I am warning you that I am hopped up on Harlan Ellison and Excel and am not to be trusted.

That said, here's the topic: Fight Club.

I am not much of a movie watcher. Life passes quickly enough without my sitting around adding to the drool content of the average theater. Consequently, I missed this movie when it was in theaters.

This was a mistake.

This is the visual equivalent of Spider Jerusalem's fuck-you journalism (and now that I think about it, Edward Norton would make a great Spider Jerusalem). It's a movie that you can just let wash over you, and it's a movie that you can participate in, that you can think about, and use to think with. You can use this movie to remove some of the misperceptions you hold about the world being a friendly, cuddly place.

But some people go to the opposite extreme, and use this movie (and, blatant plug, another in the same vein, American History X) to teach them that the world is really a violent, frightening place and that you must be prepared to beat the shit out of it at any time, because that is certainly what it will do to you.

Newsflash, folks: Only if you let it.

I remember that right after Fight Club came out - don't know if this happened where you live, but it was here - a lot of people suddenly were participating in, and encouraging their children to participate in, impromptu Fight Clubs.

Now, aside from the logical fallacy of parents who let their kids beat each other up and get beaten up in return, these people have let the movie wash over them like surf on sand. They have taken nothing from this movie except that Brad Pitt seemed to get a lot out of fighting, and really redefined his masculinity in ways that make a lot of sense for the current Modern Age, and looked stylin' doing it. Also that even if you go to the office every day looking like someone has wiped the floor with you, you won't get fired, because you can threaten your boss, who will back down and let you walk all over him.

These are people who we will refer to as "idiots". These "idiots" do not realize that the whole point of the Fight Club in the movie is, ultimately, to create a group of men who are brainwashed out of their identities. That they have no concept of self, of ego (except in death), of doing anything other than the will of their leader, unquestioningly.

That the men in the movie were not developing a new masculinity (one which, if they had, would not have been based on strength, but on fear, but I'll get to that) but were rather only one man's personal fantasy, his private army of people too stupid and sheeplike to realize that they were not being helped to a greater enlightenment. That they were merely Tyler's semen splattered carelessly around in pursuit of his ultimate orgasm, the destruction of modern debt-structure and consumerism.

That the end of the movie was not the victory of Tyler and his vision but the death of the Tyler-personality and the rubble of his final act, an act that Ed Norton's character was going to have to deal with. Tyler did not win - at best it was a draw, and one of the things that went down in flames with him was his vision of the future and of masculinity.

How do you miss that?

By not looking for the thing that the creator is trying to tell you, by not actively participating. All works of art, even ones that say they have no point, have a number of messages. It is up to you, the consumer of the art, to assume that you have to work to find the message.

Now, (she said, shifting gears with verve), back to the movie. You've already got that I believe that the consumer of any work needs to put effort into understanding it. Now to the movie itself, on the level of work that I am capable of putting in to it.

The masculinity that the Fight Clubs are touted as creating is a masculinity based on fear. There is no strength in tearing down society, in forcing it to exist on your terms. There is only fear of allowing society and you to part ways. Rather than destroying credit agencies, refuse to use credit cards. And refuse, unlike the protruding nail, to be hammered down.

If I feel that the machine is screwing me over - which it frequently is, the machine existing for its own purposes - it is my job to participate or not, as I choose. And if I choose to not to participate, I need to have the strength to do so in direct contravention of society's choice. It's as if I decided that I really wanted a purple car, but I was afraid that my purple car would stand out and get vandalized or stolen or mocked, so I painted every car on my street purple. There is no strength there. Just fear, mainly fear of being alone and the only one to do something.

The trick is to let the machine go to hell in its own way, and to allow Tyler Durden to go to hell in his. It's to not let them take you with them. Don't try to break the machine to your level, because that's division by zero and has no gain for you.

There's lots more to say here, and lots more to look at, but I'm gonna save that for another rant. Like the theology of Fight Club. The comparisons between Fight Club and American History X. Pulp Fiction. How the gimp fits into all of it.

In the meantime I leave you with my salient points. Participate in that which is presented to you. Smash your TV if you can't participate. Strength is bucking the trend, not bringing the trend to your level.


*Problem*
When you print the records, keep every line identical to the original.

[Stored dataset items]
^^^^^^^^^^^^^^^^

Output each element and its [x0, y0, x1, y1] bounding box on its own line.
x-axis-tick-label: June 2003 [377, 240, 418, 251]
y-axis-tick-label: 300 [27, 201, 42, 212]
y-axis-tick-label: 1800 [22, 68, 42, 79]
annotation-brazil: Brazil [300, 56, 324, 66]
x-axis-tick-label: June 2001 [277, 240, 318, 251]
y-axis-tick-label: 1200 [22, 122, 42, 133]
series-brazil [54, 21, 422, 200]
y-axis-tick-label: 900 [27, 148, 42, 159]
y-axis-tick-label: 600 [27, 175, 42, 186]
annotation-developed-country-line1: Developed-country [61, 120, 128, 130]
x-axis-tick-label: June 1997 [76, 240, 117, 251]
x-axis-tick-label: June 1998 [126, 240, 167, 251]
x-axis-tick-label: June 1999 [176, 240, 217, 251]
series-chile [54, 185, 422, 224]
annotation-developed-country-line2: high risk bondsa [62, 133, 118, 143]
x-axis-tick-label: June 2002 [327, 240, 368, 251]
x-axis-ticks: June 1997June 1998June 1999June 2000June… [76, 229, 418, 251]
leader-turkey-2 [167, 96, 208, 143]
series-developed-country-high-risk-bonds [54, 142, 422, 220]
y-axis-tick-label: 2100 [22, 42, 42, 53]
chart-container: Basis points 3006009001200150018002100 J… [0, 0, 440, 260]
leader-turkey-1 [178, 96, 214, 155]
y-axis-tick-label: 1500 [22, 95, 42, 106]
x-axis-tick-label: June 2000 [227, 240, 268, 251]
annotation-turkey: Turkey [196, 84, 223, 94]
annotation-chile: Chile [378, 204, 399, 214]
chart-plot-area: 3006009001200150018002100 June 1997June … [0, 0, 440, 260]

^^^^^^^^^^^^^^^^

*Solution to this exercise*
Output each element and its [x0, y0, x1, y1] bounding box on its own line.
x-axis-tick-label: June 2003 [377, 240, 418, 251]
y-axis-tick-label: 300 [27, 201, 42, 212]
y-axis-tick-label: 1800 [22, 68, 42, 79]
annotation-brazil: Brazil [300, 56, 324, 66]
x-axis-tick-label: June 2001 [277, 240, 318, 251]
y-axis-tick-label: 1200 [22, 122, 42, 133]
series-brazil [54, 21, 422, 200]
y-axis-tick-label: 900 [27, 148, 42, 159]
y-axis-tick-label: 600 [27, 175, 42, 186]
annotation-developed-country-line1: Developed-country [61, 120, 128, 130]
x-axis-tick-label: June 1997 [76, 240, 117, 251]
x-axis-tick-label: June 1998 [126, 240, 167, 251]
x-axis-tick-label: June 1999 [176, 240, 217, 251]
series-chile [54, 185, 422, 224]
annotation-developed-country-line2: high risk bondsa [62, 133, 118, 143]
x-axis-tick-label: June 2002 [327, 240, 368, 251]
x-axis-ticks: June 1997June 1998June 1999June 2000June… [76, 229, 418, 251]
leader-turkey-2 [167, 96, 208, 143]
series-developed-country-high-risk-bonds [54, 142, 422, 220]
y-axis-tick-label: 2100 [22, 42, 42, 53]
chart-container: Basis points 3006009001200150018002100 J… [0, 0, 440, 260]
leader-turkey-1 [178, 96, 214, 155]
y-axis-tick-label: 1500 [22, 95, 42, 106]
x-axis-tick-label: June 2000 [227, 240, 268, 251]
annotation-turkey: Turkey [196, 84, 223, 94]
annotation-chile: Chile [378, 204, 399, 214]
chart-plot-area: 3006009001200150018002100 June 1997June … [0, 0, 440, 260]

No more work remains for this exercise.